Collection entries
▬▬▬▬▬▬

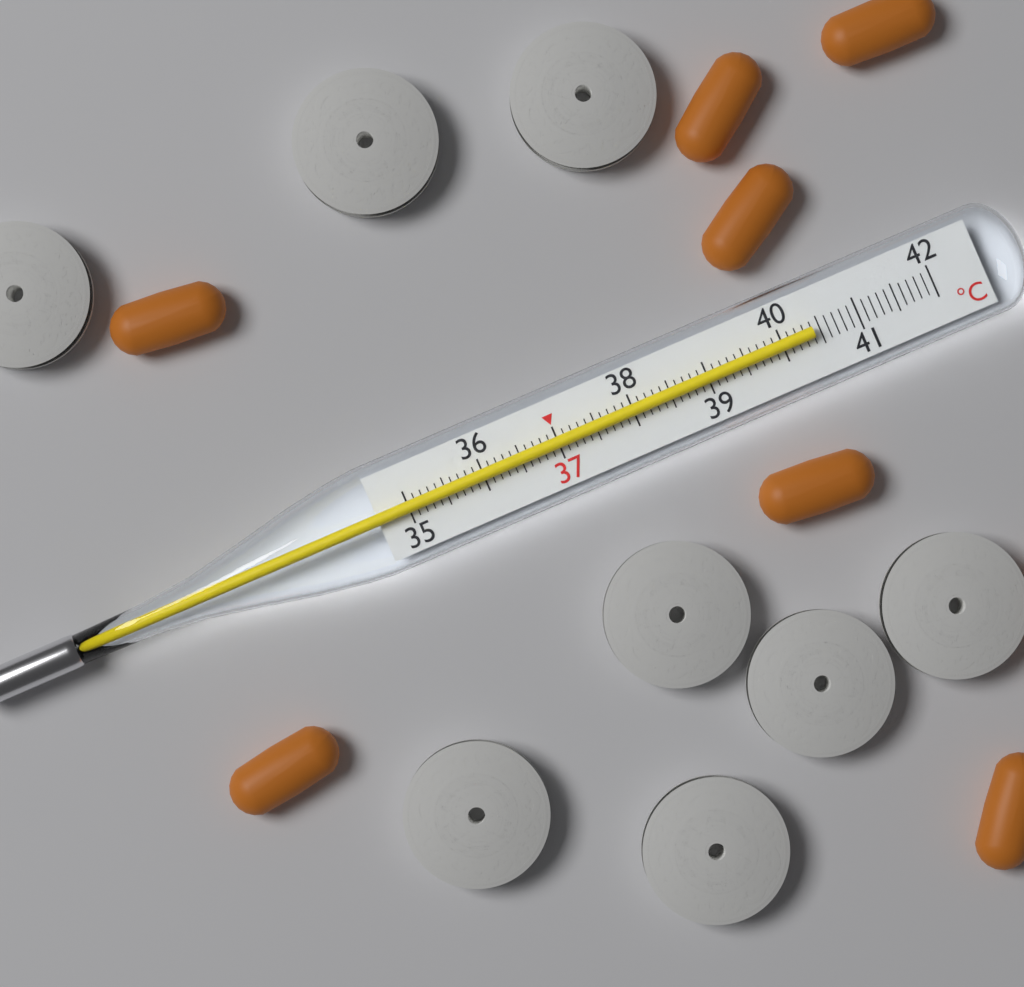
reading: 40.4 °C
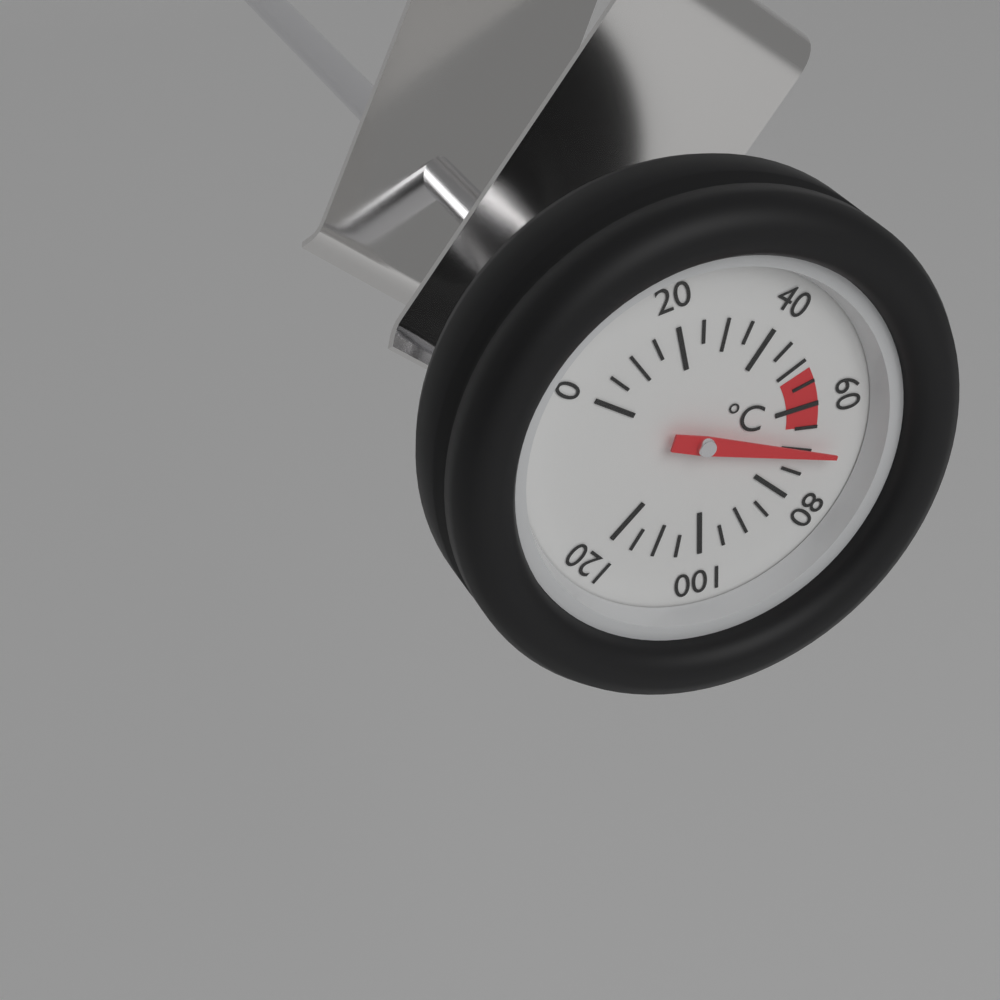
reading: 70 °C
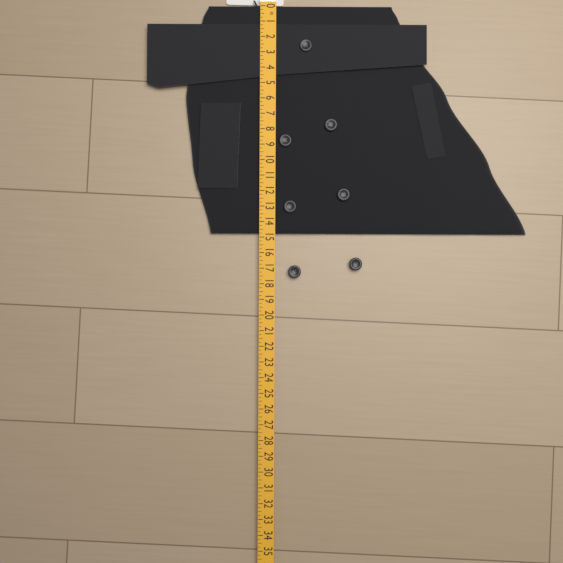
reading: 14.75 in
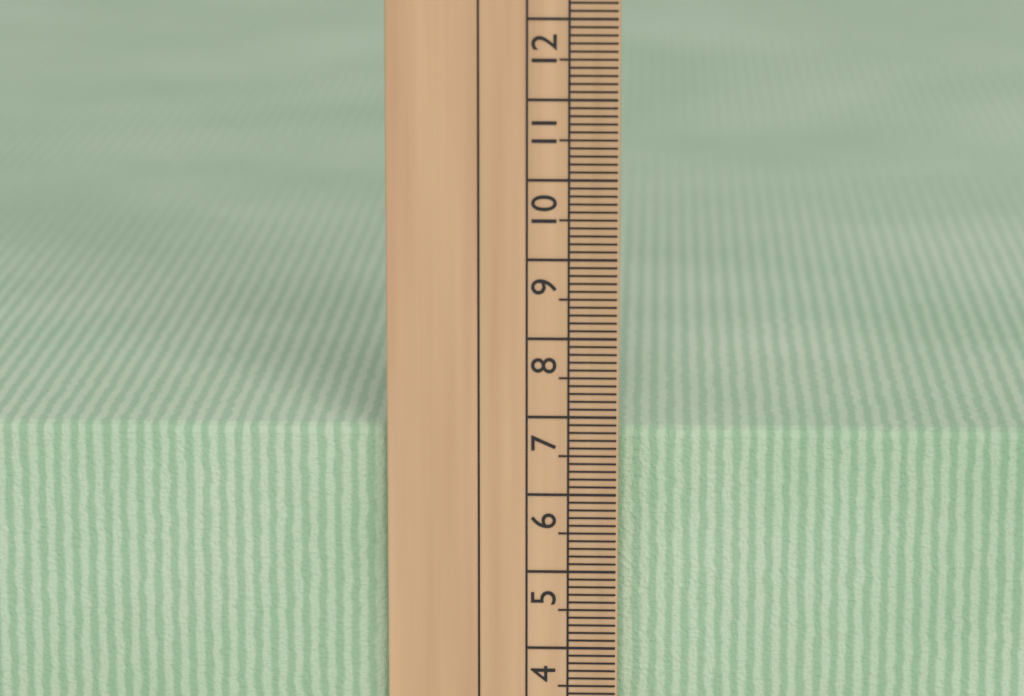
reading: 6.8 cm
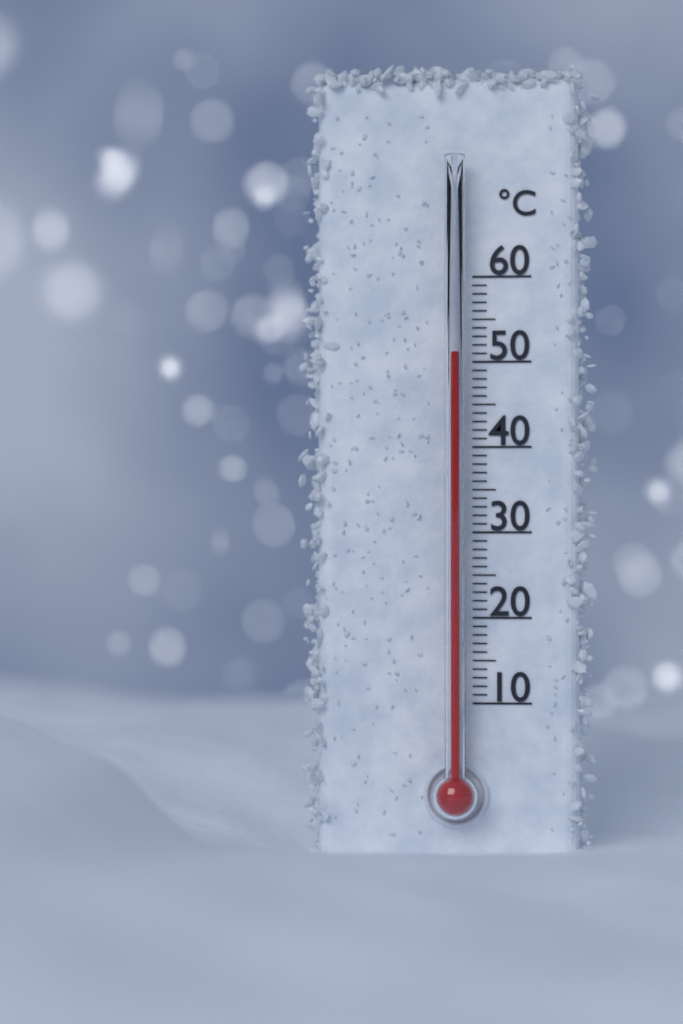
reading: 51 °C
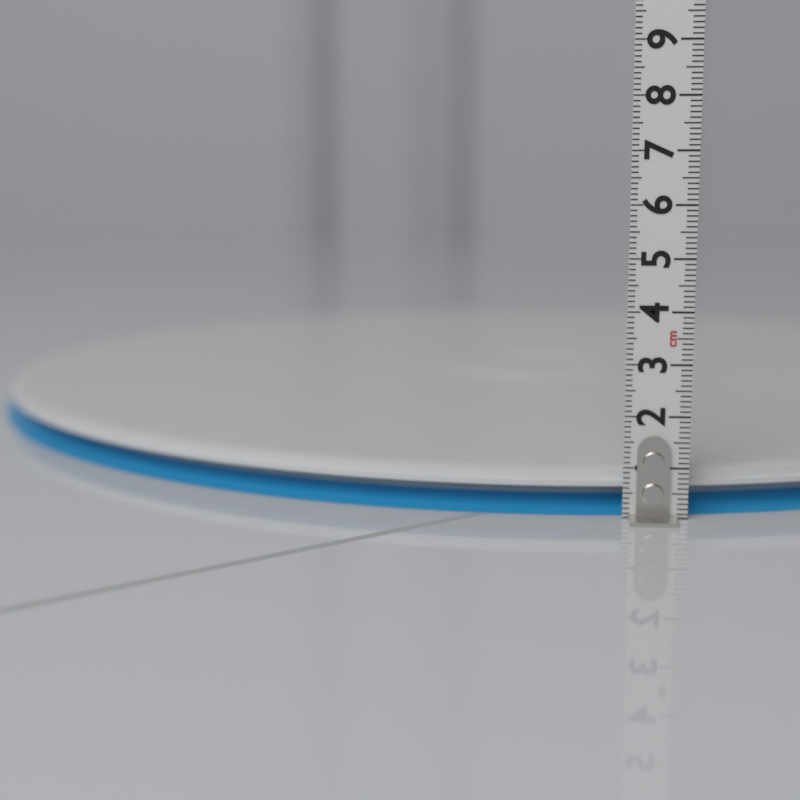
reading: 0.9 cm
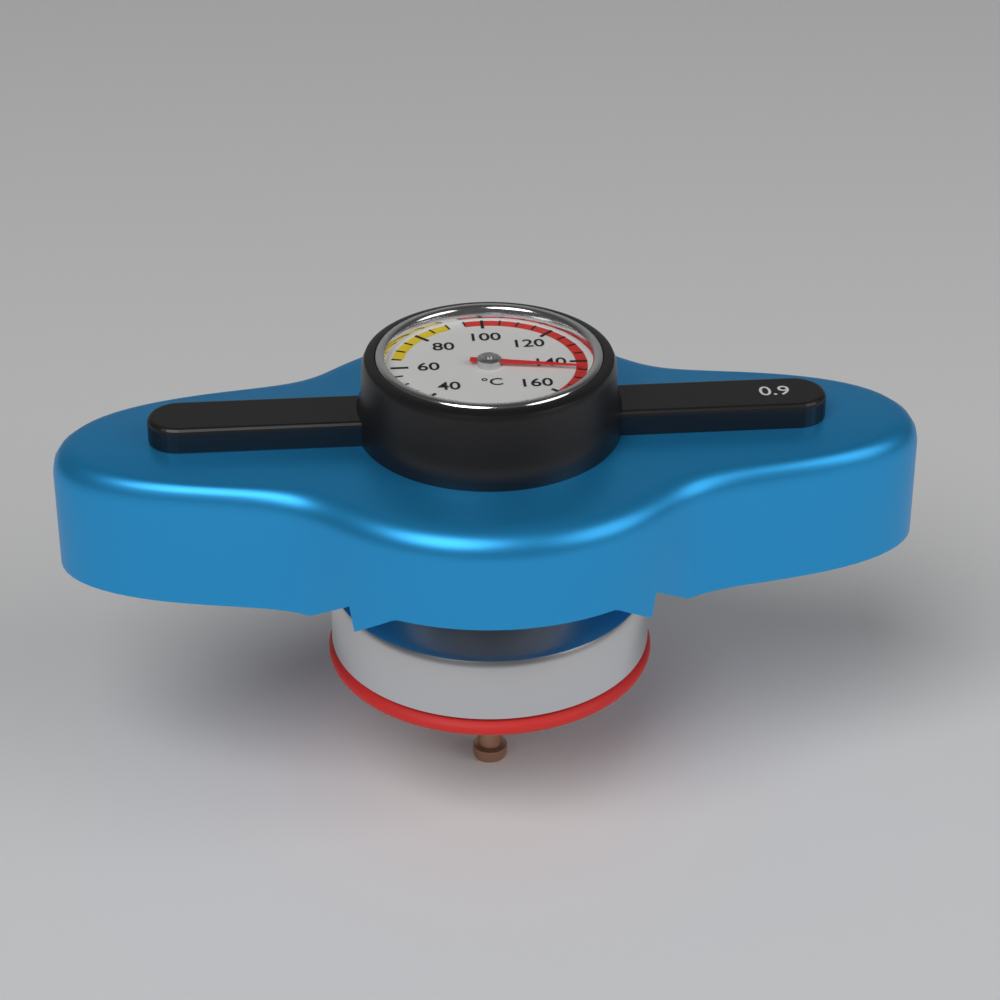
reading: 145 °C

▬▬▬▬▬▬

Exercise requirements
Write out the records word for word. Pictures stay out.

Result
reading: 40.4 °C
reading: 70 °C
reading: 14.75 in
reading: 6.8 cm
reading: 51 °C
reading: 0.9 cm
reading: 145 °C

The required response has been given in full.